Definition
To separate is to move things apart or to keep them apart — you separate two fighters, separate the yolk from the white, separate a class into groups. From the Latin separare, 'to disjoin'. Where you divide a whole into parts, to separate more often pulls already-distinct things away from each other, or sorts a mixture. As an adjective — and pronounced differently — separate means distinct or unconnected: three separate rooms, a separate issue. It is the quiet opposite of join.
Examples
- A low fence separates the two gardens without blocking the view.
- Referees rushed in to separate the players before it turned into a brawl.
- Separate the eggs, then whisk the whites until they stiffen.
Collocations
separate from· separate into· keep separate· go separate ways· separate out
Synonyms
Antonyms
Word family
separation (noun)· separate (adjective)· separately (adverb)
In TOEFL & IELTS
Two facts save marks. First, spelling: it is sep-A-rate, with an 'a' in the middle — never 'seperate', one of the most-mistyped words in English. Second, it is a heteronym: the verb is /ˈsepəreɪt/ (three clear syllables), the adjective /ˈseprət/ (two, the middle swallowed). Mind the prepositions too — separate X from Y (keep apart) versus separate into (sort a mixture into subsets).
FAQ
- How do you spell 'separate' — separate or seperate?
- Separate, with an 'a' in the middle — 'seperate' is not a word, only a very common misspelling. The vowels run e-a-r-a-t-e, so the tricky third letter is an a, not an e. A memory hook: picture the two magnets in the scene above being pulled a-part — that stressed 'a' sound sits right in the middle of the word.
- How do you pronounce separate?
- It depends on the part of speech — separate is a heteronym. The verb (to move apart) is SEP-uh-rate /ˈsepəreɪt/, three clear syllables ending in a full 'rate'. The adjective (distinct) is SEP-rit /ˈseprət/, two syllables with the middle swallowed. So you sep-uh-RATE the eggs, but you have three SEP-rit rooms.
- Is it 'separate from' or 'separate into'?
- Both, for different jobs. Separate X from Y means keep them apart or disconnect them — separate work from home life, separate fact from opinion. Separate into means sort a whole or a mixture into subsets — separate the class into four teams, separate into piles. From marks a divide; into marks a sorting.
- What is the difference between separate and divide?
- Divide takes one whole and splits it into parts, often equal ones (divide the cake into six). Separate more often pulls apart things that are already distinct, or sorts a mixture — separating the fighters, separating the recycling. Roughly: you divide a single thing; you separate several things from each other.
- What does 'go their separate ways' mean?
- To part company — to head in different directions, or, figuratively, to end a partnership or relationship. 'After college the friends went their separate ways.' It uses the adjective separate (/ˈseprət/, two syllables), and it is gentler and more neutral than 'split up'.
- What is the difference between separate and split?
- Split is more forceful and often more final — 'split up' is the blunt word for a breakup, and it suggests one thing breaking along a line. Separate is more neutral and often reversible: a separated couple may reconcile, and you can separate things simply to sort them, with no sense of a violent break.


Transcribe all of the data verbatim, please, and leave out its pictures.

>>>>>

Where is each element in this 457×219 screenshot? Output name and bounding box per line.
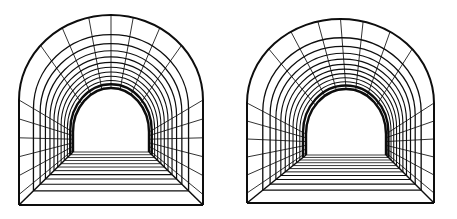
arch-rib xyxy=(70,84,152,154)
left-tunnel-figure xyxy=(0,0,228,219)
arch-rib xyxy=(300,82,391,160)
image-canvas xyxy=(0,0,457,219)
wall-longitudinal-line-left xyxy=(247,153,306,193)
arch-rib xyxy=(67,80,154,157)
arch-rib xyxy=(297,78,394,163)
arch-rib xyxy=(73,88,149,152)
right-tunnel-figure xyxy=(229,0,457,219)
right-tunnel-group xyxy=(247,19,434,203)
wall-longitudinal-line-left xyxy=(247,145,306,157)
vault-longitudinal-line xyxy=(341,19,347,89)
arch-rib xyxy=(270,46,415,184)
wall-longitudinal-line-left xyxy=(247,139,306,142)
left-tunnel-group xyxy=(19,15,203,205)
arch-rib xyxy=(303,85,388,157)
arch-rib xyxy=(306,89,386,155)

<<<<<

**Response below**
Where is each element in this 457×219 screenshot? Output name and bounding box per line.
arch-rib xyxy=(70,84,152,154)
left-tunnel-figure xyxy=(0,0,228,219)
arch-rib xyxy=(300,82,391,160)
image-canvas xyxy=(0,0,457,219)
wall-longitudinal-line-left xyxy=(247,153,306,193)
arch-rib xyxy=(67,80,154,157)
arch-rib xyxy=(297,78,394,163)
arch-rib xyxy=(73,88,149,152)
right-tunnel-figure xyxy=(229,0,457,219)
right-tunnel-group xyxy=(247,19,434,203)
wall-longitudinal-line-left xyxy=(247,145,306,157)
vault-longitudinal-line xyxy=(341,19,347,89)
arch-rib xyxy=(270,46,415,184)
wall-longitudinal-line-left xyxy=(247,139,306,142)
left-tunnel-group xyxy=(19,15,203,205)
arch-rib xyxy=(303,85,388,157)
arch-rib xyxy=(306,89,386,155)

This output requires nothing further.